Leyla and Arif Yunus are veteran human rights defenders and democracy activists in Azerbaijan, even from Soviet times. Leyla Yunus is the founder and director of the Institute of Peace and Democracy in Baku, and she has been one of the most vocal human rights activists in Azerbaijan. Her husband through 40 years is the historian Arif Yunus.
Leyla was sentenced to 8 ½ years in prison in august 2015, after being in custody since her arrest in July 2014. She was convicted for fraud and tax evasion, and faced treason charges in a separate case. Arif was sentenced on similar charges, and tortured in the notorious prison of the Ministry of National Security.
In late 2015, after nearly 1,5 years in prison, they were both released for their serious health conditions, to the point that doctors feared they would die behind bars. With the treason charges still pending, they had no other option than to leave their home country.
During meetings at the Norwegian Ministry of Foreign Affairs and the Norwegian Parliament, Stortinget, Leyla and Arif’s message was clear: – Do not believe that even though several of the most famous political prisoners have been released, the human rights situation has improved, rather to the contrary. Activists keep being jailed on the most absurd charges.
Leyla is also very concerned about the prevailing impunity for those involved in the brutal repression. Those who construct the criminal cases, commit torture and sentence innocent activists to long prison terms are being promoted, not punished. –We should put them on lists and ensure that they are deprived of the possibility to get a visa to Schengen countries, and have bank accounts frozen, in the pattern of the US Magnitski Act targeting Russian whistle blower Sergey Magnitski’s perpetrators.

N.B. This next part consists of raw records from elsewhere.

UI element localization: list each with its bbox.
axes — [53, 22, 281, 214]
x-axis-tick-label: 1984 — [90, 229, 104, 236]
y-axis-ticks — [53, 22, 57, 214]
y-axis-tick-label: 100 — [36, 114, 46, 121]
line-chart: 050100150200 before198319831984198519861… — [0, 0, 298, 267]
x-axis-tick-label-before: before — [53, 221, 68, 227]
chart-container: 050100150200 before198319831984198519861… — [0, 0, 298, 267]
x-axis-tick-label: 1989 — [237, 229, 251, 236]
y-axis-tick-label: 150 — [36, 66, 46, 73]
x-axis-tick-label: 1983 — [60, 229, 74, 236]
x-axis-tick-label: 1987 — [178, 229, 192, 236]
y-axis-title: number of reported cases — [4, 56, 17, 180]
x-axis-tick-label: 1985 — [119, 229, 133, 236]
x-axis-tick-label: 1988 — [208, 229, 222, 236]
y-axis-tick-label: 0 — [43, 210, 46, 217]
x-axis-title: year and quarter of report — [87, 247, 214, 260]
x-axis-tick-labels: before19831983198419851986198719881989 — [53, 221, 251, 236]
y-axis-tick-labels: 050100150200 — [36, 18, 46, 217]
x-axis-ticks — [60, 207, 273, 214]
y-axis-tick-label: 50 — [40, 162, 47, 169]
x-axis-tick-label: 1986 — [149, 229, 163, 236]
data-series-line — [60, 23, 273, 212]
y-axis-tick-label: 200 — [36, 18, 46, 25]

-After the regime crushed possible dissent within the military on the mid-nineties, the political opposition parties in the next decade, and NGOs, journalists and youth activists the past five years, now the turn has come to peaceful, Muslim leaders, Lyla Yunus said.

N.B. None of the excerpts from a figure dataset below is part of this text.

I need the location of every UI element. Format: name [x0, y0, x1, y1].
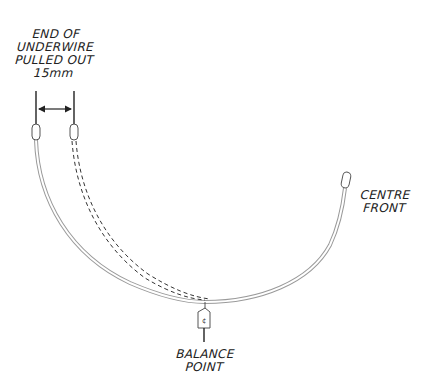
label-line: FRONT	[354, 202, 415, 215]
label-line: POINT	[171, 361, 238, 374]
underwire-original	[32, 124, 352, 302]
label-end-of-underwire: END OF UNDERWIRE PULLED OUT 15mm	[3, 28, 107, 80]
label-centre-front: CENTRE FRONT	[354, 189, 416, 215]
underwire-pulled-out	[70, 124, 210, 300]
wire-end-cap-centre-front	[340, 171, 351, 188]
measurement-indicator	[36, 91, 74, 129]
balance-point-tag: ¢	[198, 302, 210, 342]
svg-text:¢: ¢	[202, 317, 206, 325]
wire-end-cap-pulled	[70, 124, 78, 140]
wire-end-cap-left	[32, 124, 40, 140]
label-line: 15mm	[3, 67, 104, 80]
label-balance-point: BALANCE POINT	[171, 348, 239, 374]
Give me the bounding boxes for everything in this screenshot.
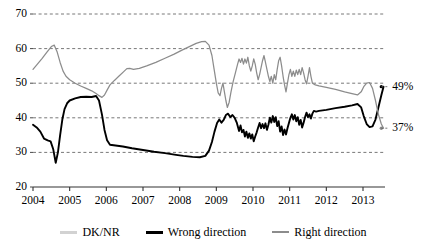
y-tick-label-50: 50 <box>5 77 27 89</box>
y-tick-label-60: 60 <box>5 43 27 55</box>
legend-swatch-right-direction-icon <box>272 231 289 233</box>
x-tick-label-2008: 2008 <box>160 195 200 207</box>
endpoint-label-wrong-direction: 49% <box>392 81 413 93</box>
series-paths <box>33 41 384 162</box>
legend-item-wrong-direction: Wrong direction <box>146 226 247 238</box>
chart-plot-area <box>0 0 427 250</box>
x-tick-label-2009: 2009 <box>196 195 236 207</box>
chart-container: 706050403020 200420052006200720082009201… <box>0 0 427 250</box>
y-tick-label-70: 70 <box>5 8 27 20</box>
series-line-right-direction <box>33 41 384 128</box>
endpoint-label-right-direction: 37% <box>392 122 413 134</box>
y-tick-label-30: 30 <box>5 146 27 158</box>
series-line-wrong-direction <box>33 87 384 163</box>
x-tick-label-2011: 2011 <box>270 195 310 207</box>
y-tick-label-20: 20 <box>5 181 27 193</box>
axis-lines <box>30 14 385 191</box>
x-tick-label-2004: 2004 <box>13 195 53 207</box>
x-tick-label-2013: 2013 <box>343 195 383 207</box>
legend-swatch-wrong-direction-icon <box>146 231 163 234</box>
y-tick-label-40: 40 <box>5 112 27 124</box>
x-tick-label-2007: 2007 <box>123 195 163 207</box>
chart-legend: DK/NR Wrong direction Right direction <box>0 222 427 242</box>
legend-item-right-direction: Right direction <box>272 226 366 238</box>
legend-swatch-dknr-icon <box>60 231 77 234</box>
x-tick-label-2006: 2006 <box>86 195 126 207</box>
legend-label-right-direction: Right direction <box>294 226 366 238</box>
gridlines <box>33 14 385 152</box>
x-tick-label-2005: 2005 <box>50 195 90 207</box>
legend-item-dknr: DK/NR <box>60 226 119 238</box>
x-tick-label-2010: 2010 <box>233 195 273 207</box>
legend-label-dknr: DK/NR <box>82 226 119 238</box>
legend-label-wrong-direction: Wrong direction <box>168 226 247 238</box>
x-tick-label-2012: 2012 <box>306 195 346 207</box>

Azerbaijani people, having lost confidence in Western democratic values after feeling abandoned by Europe in exchange for their need for oil and gas, turned to the mosques. –This is something new in our society; that the mosques became the meeting places for discussion of society. – Now, peaceful religious leaders and activists are filling the lists of political prisoners in Azerbaijan. They have nothing to do with Islamic extremism, although there of course have been cases of ISIS-fighters also from Azerbaijan.

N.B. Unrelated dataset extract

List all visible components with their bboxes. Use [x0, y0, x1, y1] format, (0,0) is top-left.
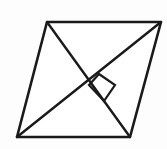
geometry-canvas [0, 0, 167, 149]
geometry-figure [0, 0, 167, 149]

Leyla and Arif were also talking about growing discontent all over the country. –There are regular protests in the provinces, Arif said. –These are social protests first of all, people who see a sharp decrease in their living conditions after a similarily sharp fall of the income from oil and gas. We would not be surprised to see that the next major popular unrest will come from Muslim, Post-Soviet countries.